“The secret of my success is hard work and catering to the taste of my patrons. Had I opened either a cheap or a showy place in the college town, I would not have gained the good will of the faculty or the patronage of the best class of students. If my prices had been too high or the refreshments served not up to the notch, the result would not have been so satisfactory.
“Knowing one college town pretty well, I knew just about what was needed in the student’s life; that is, an attractive looking place, eminently respectable, where you can take your best girl and get good things to eat well served at a reasonable cost.
“The needs of the beach were pretty much the same. People can’t stay in the water all the time, neither can they spin around the country or go to an unlighted village at night in their carriages and automobiles. My tea room offers a recreation, without being a dissipation.
“Another point about which many people question me is the effect of my being a business woman on my social standing. I haven’t noticed any slights. I receive many more invitations than it is possible for me to accept. I go with the same set of girls that I did while I was in college.

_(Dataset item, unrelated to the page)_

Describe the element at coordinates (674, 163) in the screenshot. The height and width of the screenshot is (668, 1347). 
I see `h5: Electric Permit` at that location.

“Two of my classmates are lawyers, more than one is a doctor, and three have gone on the stage. I know that my earnings are far more than any of theirs, and I am sure they do not enjoy their business any more than I do. If I had to begin again I would do exactly as I have done, with one exception—I would lay out the whole of my $300 in furnishing that first tea room instead of keeping $75 as a nest egg in bank.”
* * * * *
(Country Gentleman)
Two illustrations:
1. Half-tone reproducing photograph
of dressed chickens with
the caption, “There
is this rule you must observe: Pick your
chickens clean.”
2. Reproduction in type of shipping
label.
BY PARCEL POST
ONE MAN’S WAY OF SERVING THE DIRECT-TO-CONSUMER MARKET
By A. L. SARRAN
If you live within a hundred and fifty miles of a city, if you possess ordinary common sense and have the ability to write a readable and understandable letter, you may, from September to April of each year, when other farmers and their wives are consuming instead of producing, earn from fifty to a hundred and fifty dollars net profit each month. You may do this by fattening and dressing chickens for city folks, and by supplying regularly fresh country sausage, hams, lard and eggs.

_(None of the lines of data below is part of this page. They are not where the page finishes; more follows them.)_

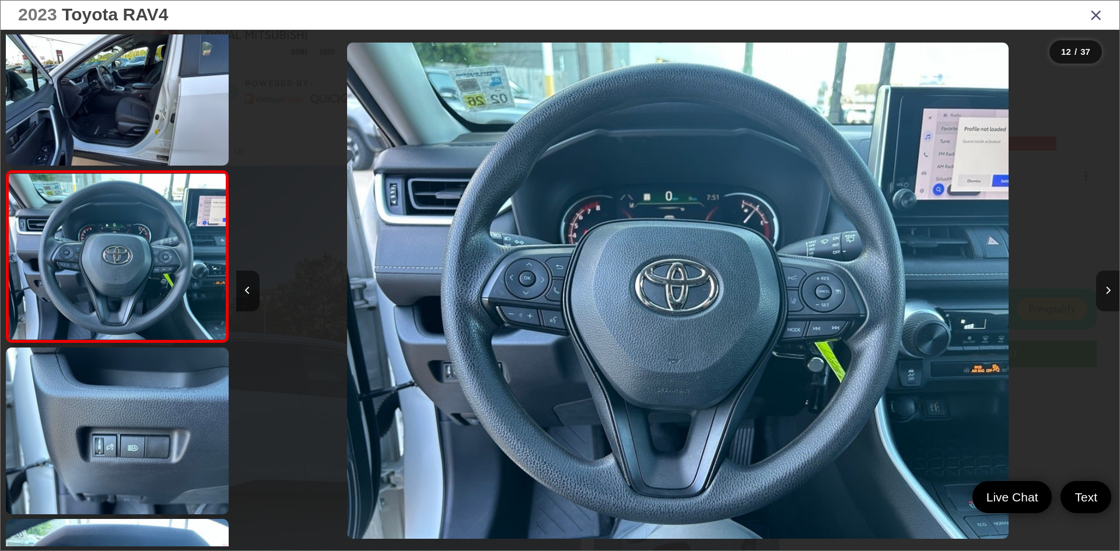 The height and width of the screenshot is (551, 1120). I want to click on a: Text, so click(1086, 497). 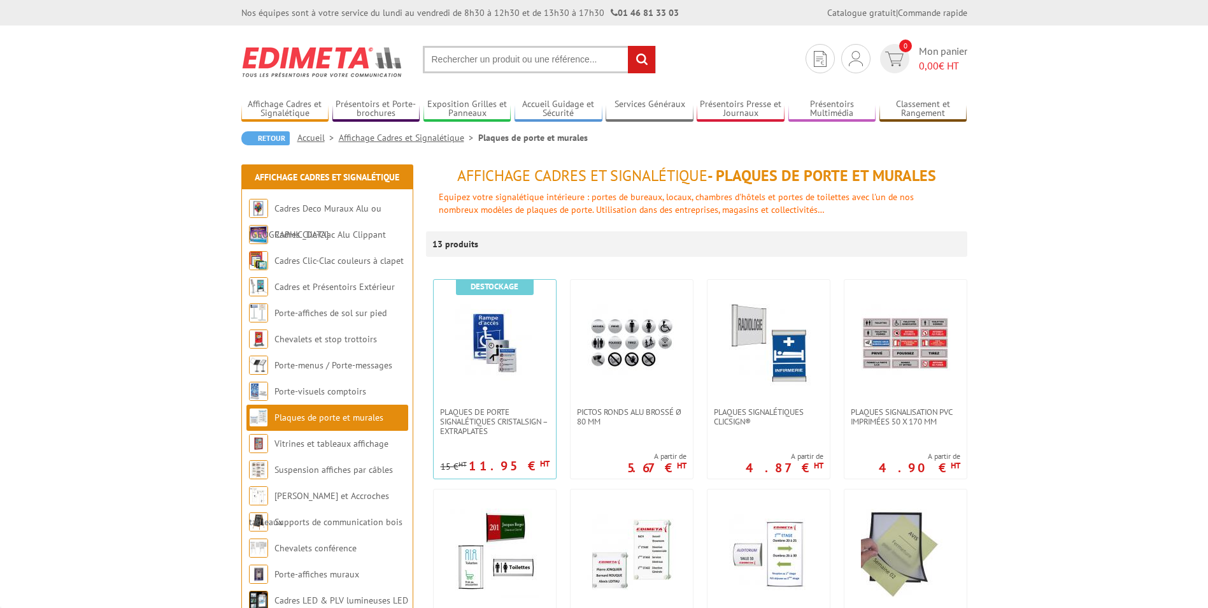 I want to click on a: Porte-menus / Porte-messages, so click(x=333, y=365).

This is not an idle theory. Last September I began with one customer; today—this was written the end of March—I have nearly 500 customers to whom I am supplying farm products by parcel post.

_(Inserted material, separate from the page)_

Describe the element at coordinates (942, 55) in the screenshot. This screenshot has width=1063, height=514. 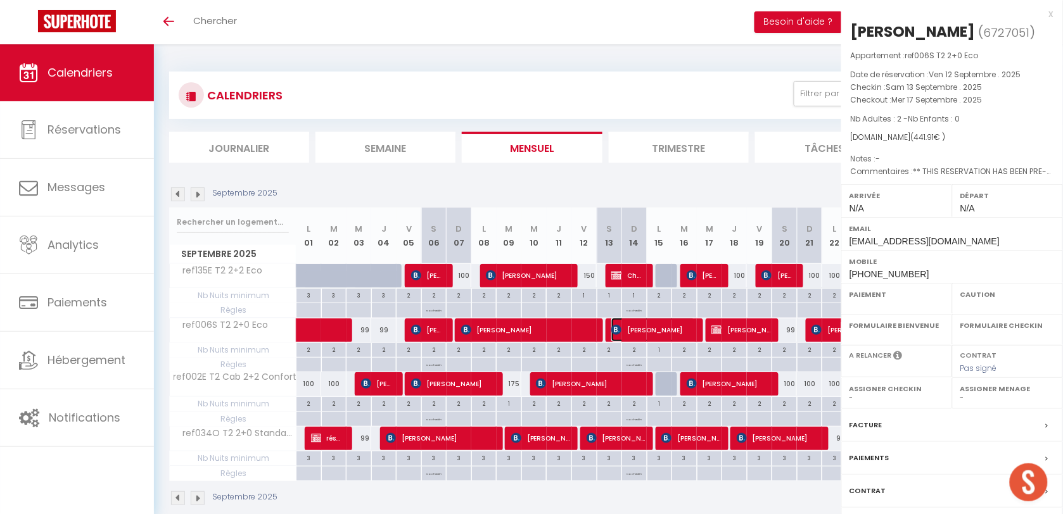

Instead of selling my chickens to the huckster or to the local poultry house for twelve cents a pound, I am selling them to the consumer in the city for twenty cents a pound, live weight, plus the cost of boxing and postage. Not only that, I am buying chickens from my neighbors at a premium of one to two cents over the huckster’s prices, “milk feeding” them, and selling them to my city customers at a profit of six to seven cents a pound.